Mexican journalists protest murders, impunity
June 16, 2017Journalists took to the streets across Mexico late Thursday to call for justice and an end to impunity for people who kill, torture or disappear reporters. The protests took place one month to the day since the murder of Javier Valdez, whom gangsters shot a dozen times in broad daylight outside the offices of "Riodoce," the newspaper he co-founded in the western state of Sinaloa.
More than 1,000 people - colleagues, readers, members of civil society groups - turned out in the state to mourn Valdez. "The people are tired of so much damn corruption," they chanted.
In Culiacan, Valdez's widow, Griselda Triana, voiced outrage at the authorities' "incompetence": "The few times they've approached me to tell me about their progress on the case, the truth is that you can tell they're useless."
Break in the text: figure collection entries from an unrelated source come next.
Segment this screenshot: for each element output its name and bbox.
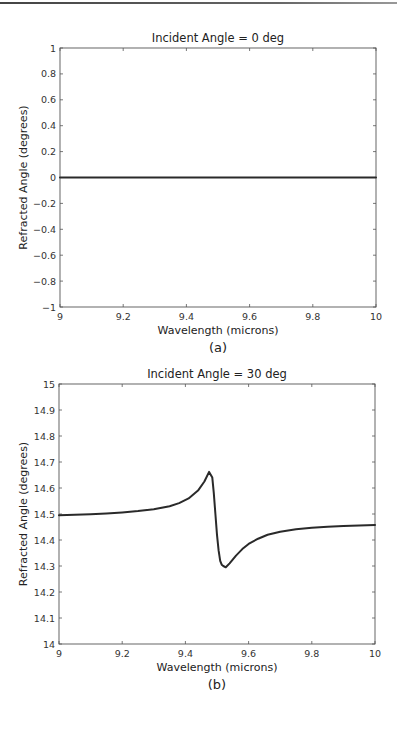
y-tick-label: 14.9 <box>34 405 55 416</box>
y-axis-label: Refracted Angle (degrees) <box>17 442 30 586</box>
x-tick-label: 10 <box>369 648 381 659</box>
figure-canvas: Incident Angle = 0 deg99.29.49.69.810−1−… <box>0 0 397 735</box>
x-tick-label: 9.6 <box>242 311 257 322</box>
y-tick-label: 14.7 <box>34 457 55 468</box>
chart-panel-b: Incident Angle = 30 deg99.29.49.69.81014… <box>17 367 381 692</box>
x-tick-label: 9.4 <box>179 311 194 322</box>
x-tick-label: 9.6 <box>241 648 256 659</box>
chart-title: Incident Angle = 30 deg <box>147 367 287 381</box>
y-tick-label: −0.8 <box>33 276 56 287</box>
y-tick-label: 0.8 <box>41 68 56 79</box>
y-tick-label: −0.2 <box>33 198 56 209</box>
y-tick-label: 0 <box>50 172 56 183</box>
y-tick-label: 14.4 <box>34 535 55 546</box>
x-tick-label: 9.8 <box>304 648 319 659</box>
data-series-line <box>59 472 375 567</box>
panel-label: (b) <box>208 677 226 692</box>
chart-panel-a: Incident Angle = 0 deg99.29.49.69.810−1−… <box>17 31 382 355</box>
y-axis-label: Refracted Angle (degrees) <box>17 105 30 249</box>
x-tick-label: 9 <box>56 648 62 659</box>
x-tick-label: 9.2 <box>115 648 130 659</box>
y-tick-label: 0.4 <box>41 120 56 131</box>
y-tick-label: −0.6 <box>33 250 56 261</box>
chart-title: Incident Angle = 0 deg <box>152 31 284 45</box>
x-axis-label: Wavelength (microns) <box>158 324 279 337</box>
y-tick-label: 0.2 <box>41 146 56 157</box>
x-tick-label: 9.4 <box>178 648 193 659</box>
x-tick-label: 9.2 <box>116 311 131 322</box>
y-tick-label: 14.2 <box>34 587 55 598</box>
y-tick-label: 14.8 <box>34 431 55 442</box>
y-tick-label: −0.4 <box>33 224 56 235</box>
x-tick-label: 9.8 <box>305 311 320 322</box>
y-tick-label: 14 <box>43 639 55 650</box>
panel-label: (a) <box>209 340 227 355</box>
y-tick-label: 14.1 <box>34 613 55 624</box>
x-axis-label: Wavelength (microns) <box>157 661 278 674</box>
x-tick-label: 9 <box>57 311 63 322</box>
y-tick-label: 1 <box>50 43 56 54</box>
y-tick-label: 14.5 <box>34 509 55 520</box>
y-tick-label: 0.6 <box>41 94 56 105</box>
y-tick-label: 14.3 <box>34 561 55 572</box>
y-tick-label: 15 <box>43 379 55 390</box>
y-tick-label: −1 <box>42 302 56 313</box>
x-tick-label: 10 <box>370 311 382 322</box>
y-tick-label: 14.6 <box>34 483 55 494</box>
"I'm afraid, more for my children than myself, because they're in a very vulnerable situation now and you realize that in reality there is no government, no authority here," she said.
'Enough bloodshed'
Prosecutors initially investigated the murder of Valdez, who won the Committee for the Protection of Journalists' 2011 International Press Freedom Award, as an auto robbery before acknowledging that the killers had more likely targeted him for his reporting. The outcry forced President Enrique Pena Nieto to finally address such killings. One month on, Valdez's colleagues say the president has reneged on his promises to fight impunity in a country where more than 90 percent of such cases remain unresolved.
On Thursday, the Proceso magazine journalist Alvaro Delgado reminded Pena Nieto to his face as the president spoke to media executives about his commitment to a free press. "Enough bloodshed," read the banner Delgado held. "Fix it, president. Not One More."
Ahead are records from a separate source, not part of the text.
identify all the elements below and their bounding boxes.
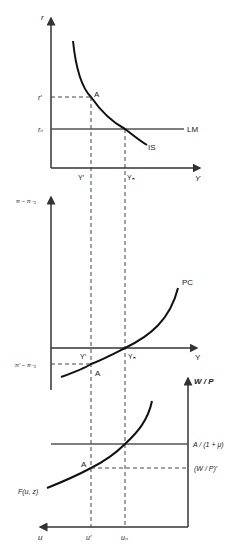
pc-tick-y-n: Yₙ <box>128 353 136 360</box>
pc-curve <box>61 288 178 377</box>
islm-pc-labor-diagram: r Y r′ rₙ Y′ Yₙ A IS LM π − π₋₁ Y π′ − π… <box>0 0 242 555</box>
pc-y-axis-label: π − π₋₁ <box>16 198 36 204</box>
pc-tick-y-prime: Y′ <box>80 353 87 360</box>
point-a-labor: A <box>81 460 87 469</box>
tick-wp-prime: (W / P)′ <box>194 465 218 473</box>
tick-pi-prime: π′ − π₋₁ <box>15 362 36 368</box>
tick-y-prime: Y′ <box>78 174 85 181</box>
f-label: F(u, z) <box>18 488 38 496</box>
point-a-pc: A <box>95 369 101 378</box>
point-a-islm: A <box>94 90 100 99</box>
pc-x-axis-label: Y <box>195 353 201 362</box>
tick-r-n: rₙ <box>38 126 43 133</box>
panel-islm: r Y r′ rₙ Y′ Yₙ A IS LM <box>38 13 201 183</box>
panel-pc: π − π₋₁ Y π′ − π₋₁ Y′ Yₙ A PC <box>15 197 201 390</box>
islm-x-axis-label: Y <box>195 174 201 183</box>
tick-u-n: uₙ <box>121 534 128 541</box>
tick-r-prime: r′ <box>38 94 42 101</box>
islm-y-axis-label: r <box>41 13 44 22</box>
labor-y-axis-label: W / P <box>194 377 214 386</box>
labor-x-axis-label: u <box>38 533 43 542</box>
is-label: IS <box>148 143 156 152</box>
tick-markup: A / (1 + μ) <box>192 441 224 449</box>
tick-y-n: Yₙ <box>127 174 135 181</box>
panel-labor: W / P u A / (1 + μ) (W / P)′ u′ uₙ A F(u… <box>18 377 224 542</box>
lm-label: LM <box>187 125 198 134</box>
tick-u-prime: u′ <box>86 534 92 541</box>
pc-label: PC <box>182 278 193 287</box>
In Mexico City, a group of journalists marched on the attorney general's office, bearing photographs of murdered reporters and reading their names; "the state is dead" was written on a modified Mexican flag. A similar scene played out in Tijuana, the largest city on the western peninsula of Baja California, where dozens of mediamakers demanded that regional law enforcement authorities "stop the murders of journalists." Other protests took place in the southern state of Guerrero and Michoacan, in the east.
Reporters Without Borders ranks Mexico - where more than 100 reporters have been killed since 2000 while reporting on drug cartels or official corruption, including seven this year - as the world's third-deadliest country for journalists. The two ahead of it, Syria and Afghanistan, are mired in war in many regions.